Sparks to provide environmental studies for redevelopment

Landowners within the two redevelopment districts in Sparks can get a head start on finding new uses for their properties through free environmental assessments.

The city government this week begins rolling out a $400,000 program that will provide free assessment of potential contamination by petroleum products or hazardous substances.

Those assessments often are required by banks before they'll make loans on commercial and industrial properties, and redevelopment projects generally require that contamination problems need to be addressed.

Karen Melby, a senior planner with the Sparks city government, said the city believes about 130 properties in its two redevelopment districts may have some level of contamination.

The city's program, which is financed by a grant from the Environmental Protection Agency, will provide assessments of about 14 properties that might have petroleum contamination and another 14 with the potential for contamination by other hazards.

Each of those assessments is worth about $5,000, she said.

The program also will provide free preparation of cleanup plans for several properties after the initial assessments are complete.

A workshop detailing the assessment program is scheduled for 6 p.m. Wednesday at the training room of the Sparks police station, 1701 E. Prater Way.

The redevelopment areas included in the environmental assessment program include the Victorian Square area, the Conductor Heights neighborhood near Rock Boulevard south of the Union Pacific tracks and the commercial areas near Oddie Boulevard.

Melby said completion of the assessments helps the city in its efforts to spur redevelopment of commercial and industrial areas. Property owners who participate in the free assessment program, meanwhile, will have cleared an important hurdle and be better positioned to take advantage of any recovery in the development business, she said.

The U.S. Conference of Mayors said last week that the free assessment programs funded by the EPA are the single most helpful step toward redevelopment of brownfield sites.

Thomas Mix, national brownfields program director of Converse Consultants in Carson City, said property owners sometimes worry that they will open a can of worms with an environmental assessment. He said, however, the EPA and local governments want to work with property owners to solve problems, which often are modest and easily resolved. In some instances, low- and no-cost loans are available for the work.

While the environmental assessment program is new in Sparks, cleanup of brownfield sites has been undertaken in the region in recent years. Both the site of the new Walmart Supercenter at the Reno-Sparks Indian Colony and the downtown site of the Reno Events Center required cleanup before development could begin.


— WORK REQUEST —
Return each record unchanged and drop the images.

====== INFORMATION ======

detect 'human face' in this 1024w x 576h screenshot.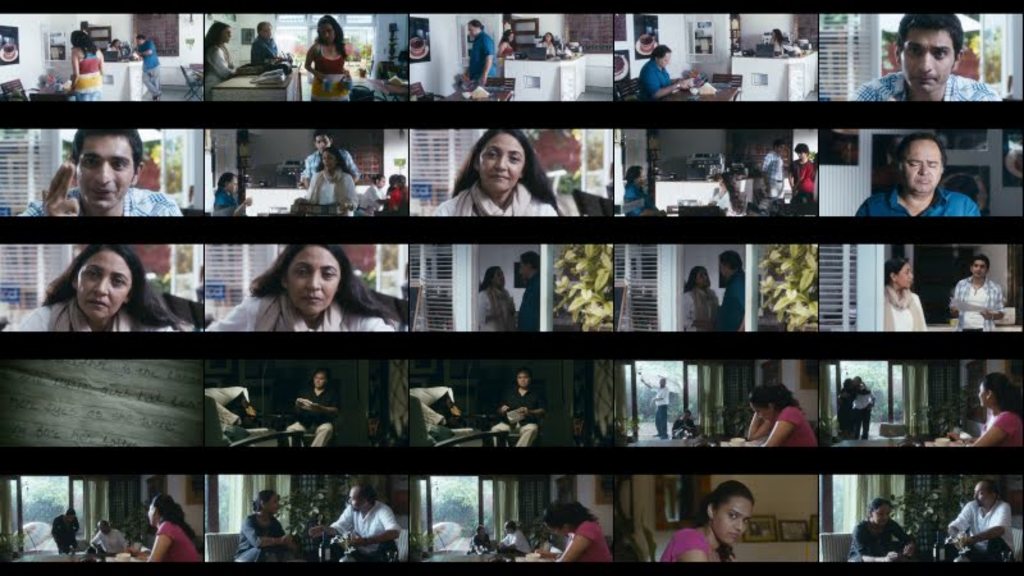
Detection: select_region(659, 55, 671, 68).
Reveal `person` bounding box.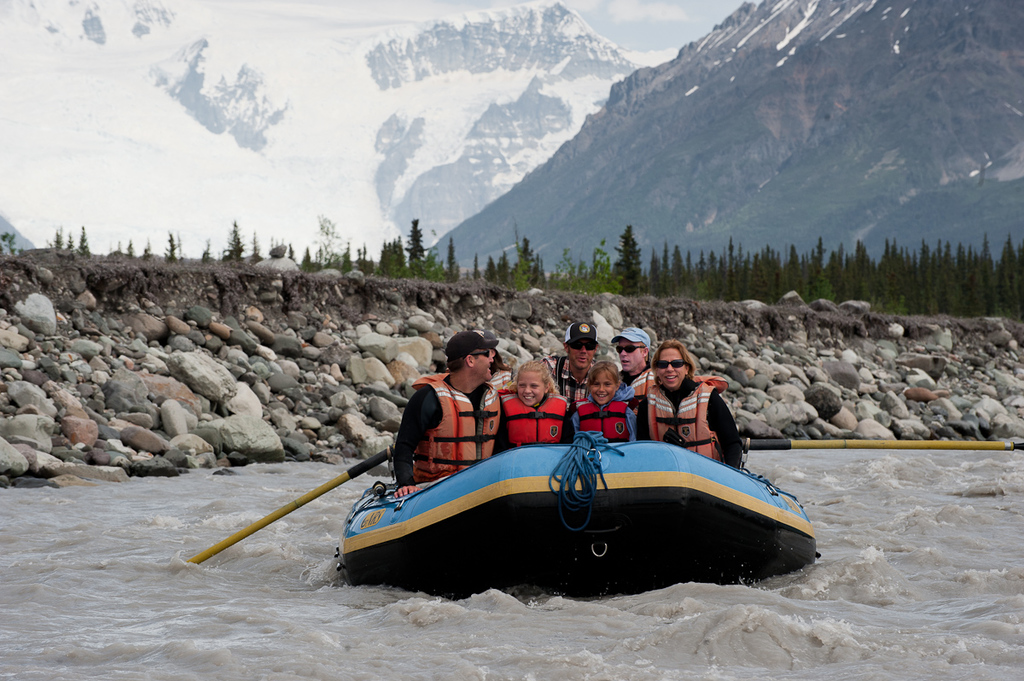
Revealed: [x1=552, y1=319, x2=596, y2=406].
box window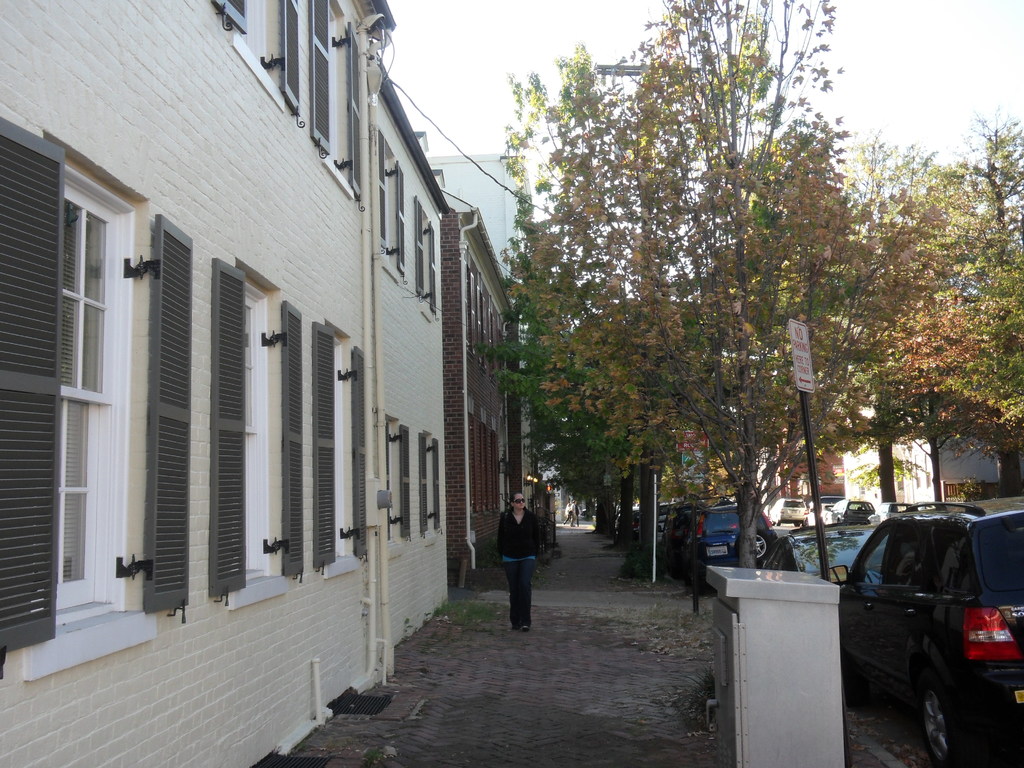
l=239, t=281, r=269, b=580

======

— OUTPUT FOR THIS TASK —
detect 'human face' in this 1024w x 576h screenshot.
Detection: select_region(659, 55, 671, 68).
Reveal `person` bounding box.
Revealed: [x1=552, y1=319, x2=596, y2=406].
box window
l=239, t=281, r=269, b=580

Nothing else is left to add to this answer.